For buyers evaluating this product category, the core architecture is straightforward: a PET polyester outer layer (high transparency, surface smoothness, abrasion resistance), an information layer carrying the holographic image, and a dot layer that serves as a partial reflective substrate. That last layer is where all the process complexity lives.
How the Dot Layer Controls Holographic Authentication Performance #
The dot layer is not decorative. Without vacuum-deposited aluminum dots acting as discrete reflection units, the diffracted light from a holographic pattern observed from the same side as the light source is too weak to authenticate — the diffraction efficiency collapses. The design intent of transparent (see-through) holographic film is that it does not cover underlying document text or imagery, while still providing a bright, verifiable holographic signal. The dot layer solves that contradiction by providing localized reflection exactly where needed.
This means dot geometry, uniformity, and edge definition are functional specifications, not cosmetic ones. Dot size deviation from the mask pattern, residual aluminum at dot edges, and non-uniform dot distribution across the film plane are all failure modes that degrade authentication reliability.
Two fabrication methods exist, and they represent fundamentally different process philosophies.
| Parameter | Photoresist Exposure Method | Gravure Printing Method |
|---|---|---|
| Dot reproducibility | Excellent — matches mask geometry | Good — depends on ink viscosity control |
| Process complexity | High (multi-step chemical process) | Low (single printing step) |
| Production speed | Low | High |
| Cost | Higher | Lower |
| Edge definition | Sharp when optimized | Slightly softer |
| Sensitivity to environment | Moderate (light, chemistry) | High (humidity, ink viscosity) |
| Ideal application | High-security documents | Commercial security labels, tobacco packaging |
Understanding this tradeoff matters for procurement. If you are specifying film for government-issued identity documents, the exposure method’s reproducibility justifies its cost premium. For high-volume tobacco packaging security overlaminates, the gravure method’s speed and cost advantages are defensible — provided ink parameters are actively controlled.
For reference on substrate testing standards relevant to this film category, ASTM D882 Standard Test Method for Tensile Properties of Thin Plastic Sheeting provides the baseline mechanical evaluation framework for the PET carrier layer.
Photoresist Exposure Method: Critical Process Parameters and Failure Modes #
This is where most buyers lose visibility. The chemistry looks like a black box, but the process variables are well-defined and directly testable.

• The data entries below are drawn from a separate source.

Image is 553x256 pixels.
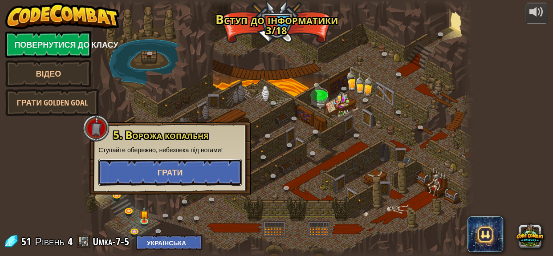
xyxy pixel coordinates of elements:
[98,146,242,155] p: Ступайте обережно, небезпека під ногами!
[21,234,34,249] span: 51
[5,3,119,29] img: CodeCombat - Learn how to code by playing a game
[93,234,132,249] a: Umka-7-5
[113,127,209,142] span: 5. Ворожа копальня
[35,234,65,249] span: Рівень
[5,89,99,116] a: Грати Golden Goal
[526,3,548,24] button: Налаштувати гучність
[158,167,183,178] span: Грати
[98,159,242,186] button: Грати
[5,31,91,58] a: Повернутися до класу
[140,207,149,222] img: level-banner-started.png
[5,60,91,87] a: Відео
[68,234,73,249] span: 4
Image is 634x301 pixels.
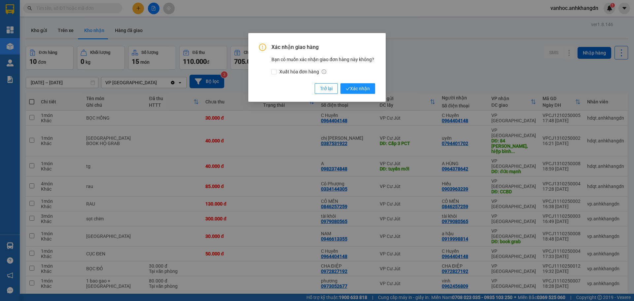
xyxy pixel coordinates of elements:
[272,44,375,51] span: Xác nhận giao hàng
[315,83,338,94] button: Trở lại
[259,44,266,51] span: exclamation-circle
[322,69,326,74] span: info-circle
[346,87,350,91] span: check
[320,85,333,92] span: Trở lại
[277,68,329,75] span: Xuất hóa đơn hàng
[341,83,375,94] button: checkXác nhận
[272,56,375,75] div: Bạn có muốn xác nhận giao đơn hàng này không?
[346,85,370,92] span: Xác nhận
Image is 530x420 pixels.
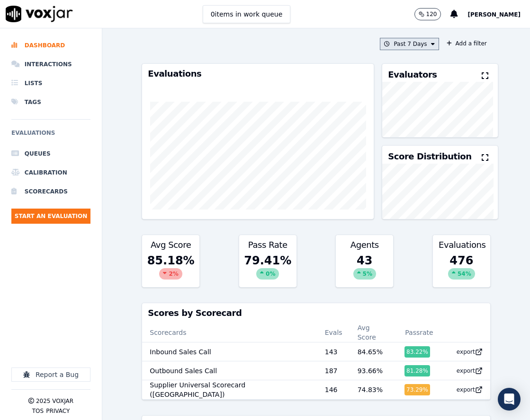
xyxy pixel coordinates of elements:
div: 54 % [448,268,475,280]
button: export [449,383,482,398]
td: Supplier Universal Scorecard ([GEOGRAPHIC_DATA]) [142,380,317,400]
td: 146 [318,380,350,400]
h3: Evaluations [439,241,485,250]
button: Privacy [46,408,70,415]
td: Inbound Sales Call [142,342,317,361]
td: 187 [318,361,350,380]
button: 0items in work queue [203,5,291,23]
div: Open Intercom Messenger [498,388,520,411]
div: 85.18 % [142,251,200,287]
th: Scorecards [142,323,317,342]
button: export [449,345,482,360]
h3: Avg Score [148,241,194,250]
button: Past 7 Days [380,38,439,50]
td: 143 [318,342,350,361]
button: 120 [414,8,442,20]
a: Interactions [11,55,91,74]
a: Lists [11,74,91,93]
td: Outbound Sales Call [142,361,317,380]
div: 5 % [353,268,376,280]
div: 79.41 % [239,251,296,287]
h3: Evaluators [388,70,437,79]
div: 476 [433,251,490,287]
p: 2025 Voxjar [36,398,73,405]
h3: Pass Rate [245,241,291,250]
h3: Agents [342,241,387,250]
button: Start an Evaluation [11,209,91,224]
button: Add a filter [443,38,491,49]
div: 73.29 % [405,384,430,395]
button: TOS [32,408,44,415]
button: 120 [414,8,451,20]
div: 43 [336,251,393,287]
button: [PERSON_NAME] [467,8,530,20]
button: export [449,364,482,379]
h3: Evaluations [148,70,368,78]
h6: Evaluations [11,127,91,144]
span: [PERSON_NAME] [467,11,520,18]
a: Tags [11,93,91,112]
a: Calibration [11,163,91,182]
a: Dashboard [11,36,91,55]
th: Passrate [397,323,442,342]
button: Report a Bug [11,367,91,382]
td: 74.83 % [350,380,397,400]
h3: Scores by Scorecard [148,309,484,318]
a: Queues [11,144,91,163]
th: Avg Score [350,323,397,342]
img: voxjar logo [6,6,73,22]
div: 81.28 % [405,365,430,376]
div: 83.22 % [405,346,430,358]
a: Scorecards [11,182,91,201]
div: 2 % [159,268,182,280]
th: Evals [318,323,350,342]
td: 84.65 % [350,342,397,361]
td: 93.66 % [350,361,397,380]
h3: Score Distribution [388,152,471,161]
p: 120 [427,11,437,18]
div: 0 % [256,268,279,280]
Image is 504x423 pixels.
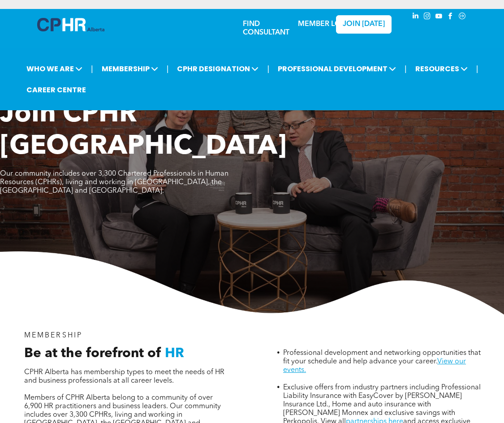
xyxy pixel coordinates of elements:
span: JOIN [DATE] [343,20,385,29]
a: instagram [422,11,433,23]
span: CPHR Alberta has membership types to meet the needs of HR and business professionals at all caree... [24,369,225,385]
span: WHO WE ARE [24,61,85,77]
a: CAREER CENTRE [24,82,89,98]
a: JOIN [DATE] [336,15,392,34]
li: | [267,59,269,78]
span: MEMBERSHIP [24,332,83,339]
li: | [476,59,479,78]
li: | [405,59,407,78]
a: facebook [446,11,456,23]
img: A blue and white logo for cp alberta [37,18,105,31]
li: | [167,59,169,78]
a: Social network [458,11,468,23]
a: youtube [434,11,444,23]
span: MEMBERSHIP [99,61,161,77]
span: CPHR DESIGNATION [174,61,261,77]
a: MEMBER LOGIN [298,21,354,28]
span: Professional development and networking opportunities that fit your schedule and help advance you... [283,350,481,365]
a: FIND CONSULTANT [243,21,290,36]
span: RESOURCES [413,61,471,77]
span: HR [165,347,184,360]
li: | [91,59,93,78]
a: linkedin [411,11,421,23]
span: PROFESSIONAL DEVELOPMENT [275,61,399,77]
span: Be at the forefront of [24,347,162,360]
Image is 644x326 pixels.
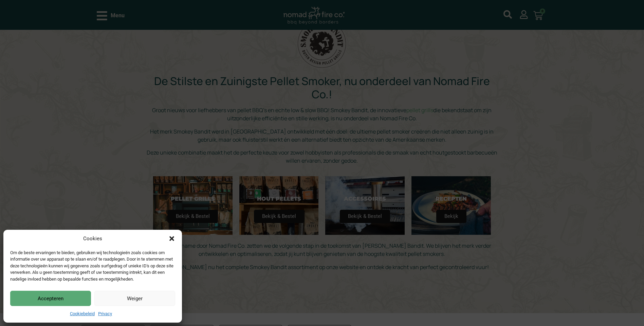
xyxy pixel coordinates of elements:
a: Privacy [98,311,112,316]
a: Cookiebeleid [70,311,95,316]
div: Om de beste ervaringen te bieden, gebruiken wij technologieën zoals cookies om informatie over uw... [10,249,174,282]
div: Dialog sluiten [168,236,175,242]
div: Cookies [83,235,102,242]
button: Weiger [94,291,175,306]
button: Accepteren [10,291,91,306]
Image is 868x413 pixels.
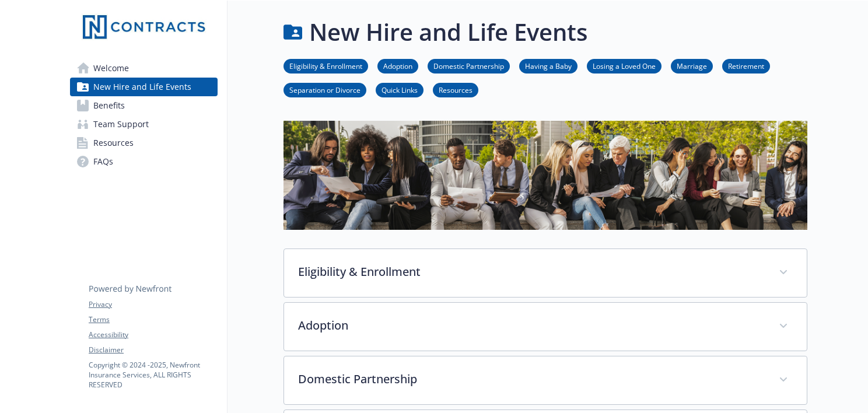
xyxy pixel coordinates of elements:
h1: New Hire and Life Events [309,14,588,50]
span: Team Support [93,115,149,133]
div: Eligibility & Enrollment [284,249,807,297]
span: FAQs [93,152,113,171]
a: Welcome [70,59,218,78]
span: Benefits [93,96,125,115]
a: Terms [89,314,217,325]
p: Eligibility & Enrollment [298,263,765,281]
a: Marriage [671,60,713,71]
a: Resources [70,133,218,152]
div: Adoption [284,303,807,351]
a: New Hire and Life Events [70,78,218,96]
a: Retirement [723,60,770,71]
a: Team Support [70,115,218,133]
img: new hire page banner [284,121,808,230]
a: Eligibility & Enrollment [284,60,368,71]
a: Having a Baby [519,60,578,71]
a: Resources [433,84,478,95]
p: Adoption [298,317,765,334]
p: Domestic Partnership [298,371,765,388]
a: Privacy [89,299,217,310]
a: Domestic Partnership [427,60,510,71]
a: Separation or Divorce [284,84,366,95]
span: Welcome [93,59,129,78]
span: New Hire and Life Events [93,78,192,96]
a: Accessibility [89,330,217,340]
a: Losing a Loved One [587,60,661,71]
a: Benefits [70,96,218,115]
div: Domestic Partnership [284,357,807,404]
a: Adoption [378,60,418,71]
a: Quick Links [376,84,424,95]
p: Copyright © 2024 - 2025 , Newfront Insurance Services, ALL RIGHTS RESERVED [89,360,217,390]
a: FAQs [70,152,218,171]
span: Resources [93,133,133,152]
a: Disclaimer [89,345,217,356]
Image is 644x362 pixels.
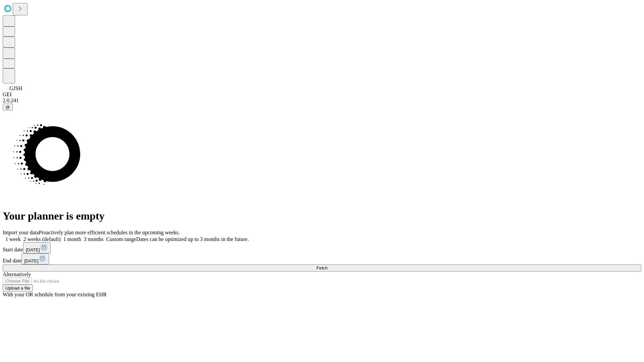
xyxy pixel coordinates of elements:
span: With your OR schedule from your existing EHR [3,292,107,297]
span: 2 weeks (default) [24,236,61,242]
span: [DATE] [24,259,38,264]
span: Dates can be optimized up to 3 months in the future. [136,236,249,242]
span: GJSH [10,85,22,91]
span: 1 month [63,236,81,242]
span: [DATE] [26,248,40,253]
span: Alternatively [3,272,31,277]
span: 1 week [6,236,21,242]
button: Upload a file [3,285,33,292]
div: 2.0.241 [3,98,642,104]
div: GEI [3,91,642,98]
span: Import your data [3,230,39,236]
h1: Your planner is empty [3,210,642,222]
div: End date [3,254,642,265]
span: Fetch [317,265,327,271]
div: Start date [3,242,642,254]
span: Custom range [106,236,136,242]
button: Fetch [3,265,642,272]
span: @ [6,104,10,109]
button: @ [3,104,13,111]
button: [DATE] [23,242,51,254]
span: 3 months [84,236,104,242]
span: Proactively plan more efficient schedules in the upcoming weeks. [39,230,180,236]
button: [DATE] [21,254,49,265]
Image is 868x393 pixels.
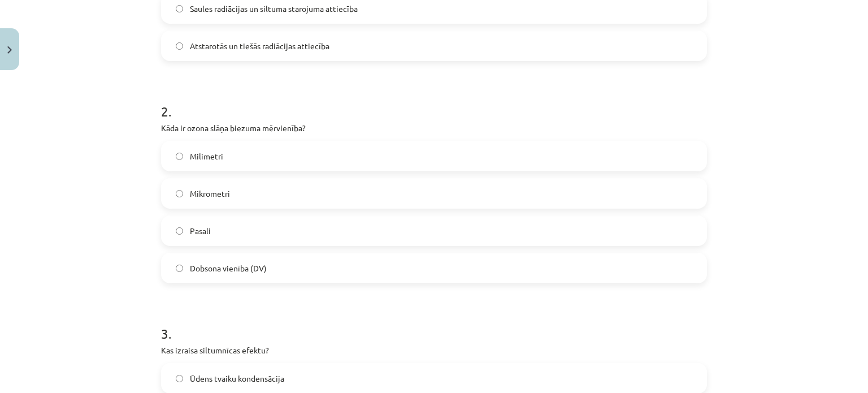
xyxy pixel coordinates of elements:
input: Mikrometri [176,190,183,197]
span: Atstarotās un tiešās radiācijas attiecība [190,40,330,52]
input: Saules radiācijas un siltuma starojuma attiecība [176,5,183,13]
span: Ūdens tvaiku kondensācija [190,372,285,384]
input: Ūdens tvaiku kondensācija [176,375,183,382]
input: Dobsona vienība (DV) [176,265,183,272]
input: Atstarotās un tiešās radiācijas attiecība [176,42,183,50]
input: Pasali [176,228,183,234]
span: Pasali [190,225,211,237]
p: Kas izraisa siltumnīcas efektu? [161,344,707,356]
span: Milimetri [190,151,223,162]
h1: 3 . [161,306,707,341]
p: Kāda ir ozona slāņa biezuma mērvienība? [161,122,707,134]
span: Mikrometri [190,188,230,199]
img: icon-close-lesson-0947bae3869378f0d4975bcd49f059093ad1ed9edebbc8119c70593378902aed.svg [7,47,12,53]
h1: 2 . [161,84,707,119]
span: Dobsona vienība (DV) [190,262,267,274]
input: Milimetri [176,153,183,160]
span: Saules radiācijas un siltuma starojuma attiecība [190,3,358,15]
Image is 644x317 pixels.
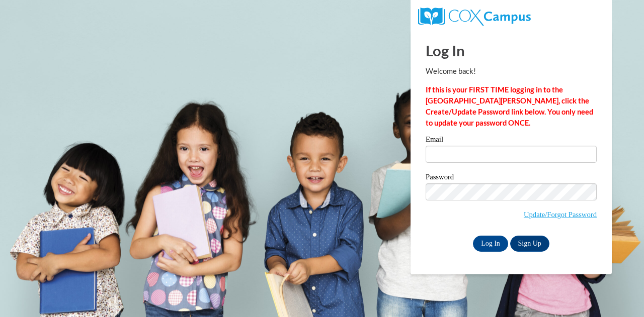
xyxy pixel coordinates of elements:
input: Log In [473,236,509,252]
a: Update/Forgot Password [524,210,596,218]
img: COX Campus [418,7,531,26]
label: Password [425,174,596,184]
h1: Log In [425,40,596,61]
a: Sign Up [510,236,550,252]
label: Email [425,136,596,146]
p: Welcome back! [425,66,596,77]
strong: If this is your FIRST TIME logging in to the [GEOGRAPHIC_DATA][PERSON_NAME], click the Create/Upd... [425,86,593,127]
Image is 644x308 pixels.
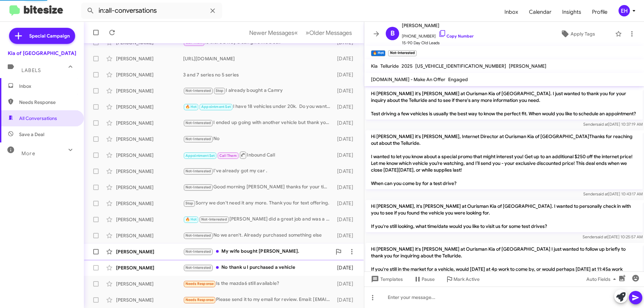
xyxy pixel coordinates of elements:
button: EH [613,5,637,16]
div: [PERSON_NAME] [116,200,183,207]
div: [PERSON_NAME] [116,184,183,191]
span: Older Messages [309,29,352,37]
div: [DATE] [334,120,359,126]
div: [DATE] [334,136,359,143]
span: Appointment Set [201,104,231,109]
span: Engaged [448,77,468,82]
div: Kia of [GEOGRAPHIC_DATA] [7,50,76,57]
button: Apply Tags [543,27,612,40]
div: Inbound Call [183,151,334,159]
p: Hi [PERSON_NAME] it's [PERSON_NAME] at Ourisman Kia of [GEOGRAPHIC_DATA]. I just wanted to thank ... [366,88,643,120]
a: Profile [587,3,613,22]
span: Templates [370,273,403,285]
span: Special Campaign [29,33,70,39]
span: More [21,151,36,156]
small: 🔥 Hot [371,50,386,57]
nav: Page navigation example [246,26,356,39]
span: Newer Messages [250,29,295,37]
div: I've already got my car . [183,167,334,175]
div: [DATE] [334,168,359,175]
span: » [306,28,309,37]
span: Calendar [524,3,557,22]
span: Sender [DATE] 10:37:19 AM [584,122,643,127]
div: [PERSON_NAME] [116,103,183,111]
div: [PERSON_NAME] [116,168,183,175]
span: 🔥 Hot [186,104,197,109]
span: Appointment Set [186,154,215,158]
span: Mark Active [454,273,480,285]
button: Pause [408,273,440,285]
div: My wife bought [PERSON_NAME]. [183,248,332,256]
div: [PERSON_NAME] [116,120,183,126]
span: Not-Interested [186,186,211,189]
div: [DATE] [334,71,359,78]
div: [DATE] [334,103,359,111]
div: [PERSON_NAME] [116,217,183,223]
span: said at [596,191,608,196]
div: [DATE] [334,232,359,239]
span: Labels [21,68,41,73]
div: [DATE] [334,297,359,303]
span: Call Them [220,154,237,158]
div: [PERSON_NAME] [116,71,183,78]
span: Auto Fields [586,273,618,285]
div: Sorry we don't need it any more. Thank you for text offering. [183,199,334,207]
span: Not-Interested [186,121,211,125]
div: [PERSON_NAME] [116,56,183,62]
span: Kia [371,63,378,69]
div: [PERSON_NAME] [116,88,183,94]
span: Stop [186,201,194,206]
span: said at [596,234,607,239]
div: 3 and 7 series no 5 series [183,71,334,78]
p: Hi [PERSON_NAME], it's [PERSON_NAME] at Ourisman Kia of [GEOGRAPHIC_DATA]. I wanted to personally... [366,200,643,232]
a: Inbox [499,3,524,22]
span: 15-90 Day Old Leads [402,39,474,47]
span: B [391,28,395,39]
span: Not-Interested [186,266,211,270]
button: Previous [245,26,302,39]
span: Inbox [19,83,76,90]
div: I already bought a Camry [183,87,334,94]
span: Needs Response [186,281,214,286]
div: [PERSON_NAME] [116,152,183,159]
span: Not-Interested [186,89,211,93]
div: I have 18 vehicles under 20k. Do you want certain makes and model or newer to older [183,103,334,111]
div: [PERSON_NAME] [116,264,183,271]
button: Next [302,26,356,39]
span: [PERSON_NAME] [510,63,547,69]
div: [PERSON_NAME] [116,297,183,303]
div: [PERSON_NAME] [116,281,183,287]
div: EH [618,5,630,16]
p: Hi [PERSON_NAME] it's [PERSON_NAME], Internet Director at Ourisman Kia of [GEOGRAPHIC_DATA]Thanks... [366,131,643,189]
span: [PERSON_NAME] [402,21,474,29]
span: [US_VEHICLE_IDENTIFICATION_NUMBER] [415,63,507,69]
div: No we aren't. Already purchased something else [183,231,334,239]
span: Not-Interested [186,233,211,238]
div: [PERSON_NAME] [116,136,183,143]
div: [DATE] [334,264,359,271]
button: Auto Fields [581,273,624,285]
div: [DATE] [334,184,359,191]
div: [PERSON_NAME] [116,232,183,239]
div: Please send it to my email for review. Email: [EMAIL_ADDRESS][DOMAIN_NAME]. If it matches my need... [183,296,334,303]
span: [PHONE_NUMBER] [402,29,474,39]
span: Sender [DATE] 10:25:57 AM [583,234,643,239]
span: Needs Response [19,99,76,106]
span: Stop [216,89,224,93]
span: 2025 [402,63,413,69]
button: Mark Active [440,273,485,285]
span: Sender [DATE] 10:43:17 AM [584,191,643,196]
input: Search [81,3,222,19]
span: « [295,28,298,37]
span: All Conversations [19,115,57,122]
div: [URL][DOMAIN_NAME] [183,56,334,62]
button: Templates [364,273,408,285]
span: 🔥 Hot [186,218,197,221]
div: [DATE] [334,88,359,94]
div: Is the mazda6 still available? [183,280,334,288]
p: Hi [PERSON_NAME] it's [PERSON_NAME] at Ourisman Kia of [GEOGRAPHIC_DATA] I just wanted to follow ... [366,243,643,282]
div: [PERSON_NAME] did a great job and was a pleasure to work with. The vehicle had a bad vibration ov... [183,216,334,223]
span: Not-Interested [186,250,211,254]
span: Needs Response [186,298,214,303]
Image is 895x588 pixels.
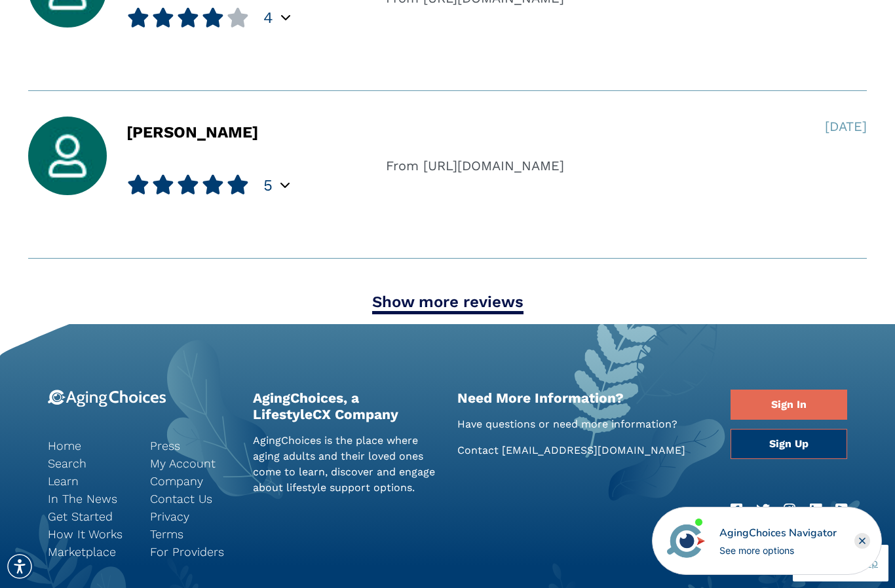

The photoresist system uses diazonaphthoquinone sulfonate ester as the active sensitizer in a positive-working formulation. When exposed to the correct spectral range (350–460 nm), exposed areas undergo photolysis, hydrolyze to indenecarboxylic acid, and react with NaOH developer to form water-soluble sodium indenecarboxylate — which washes away. Unexposed areas (protected by the mask dots) remain intact and protect the underlying aluminum during the subsequent etch step. The etch chemistry follows: 2Al + 6H⁺ → 2Al³⁺ + 3H₂↑.
Four parameters are independently tunable and each has a tested failure boundary.
Sensitizer-to-resin ratio: Using 1,2,4-diazonaphthoquinone sulfonate ester (selected over the 2,1,5 and 2,1,4 isomers for process controllability), the ratio of sensitizer to phenolic resin film-former must be in the range 0.50:1 to 0.62:1 to withstand NaOH developer concentrations of 0.7%–1.0%. Below 0.50:1, alkali resistance drops below the 0.7% NaOH threshold, meaning dot damage occurs during development. Above 0.62:1, film adhesion to the aluminum layer deteriorates. When the sensitizer was used alone without any resin — purely to maximize alkali resistance — the film became brittle and prone to cracking, development was severely difficult, and residual unetched aluminum appeared around every dot perimeter.
Sensitizer content by mass: In 100 ml of photoresist solution, sensitizer content below 3% causes dot loss during development. Content above 6% makes both development and de-metallization difficult and leaves residual aluminum around dots. The functional window is 4%–5% by mass. Exposure times tested at a 6 kW air-cooled xenon source confirmed this: at 3 g content, exposure time was 0.1 minutes; at 5 g, it extended to 0.3 minutes — a 3× difference that must be factored into production scheduling.
In supplier qualification, we saw three of six sample batches from different process configurations fail the edge-definition criterion — every one of them had sensitizer content either below 3% or above 6%. The boundary violations are not edge cases; they are the most common process errors.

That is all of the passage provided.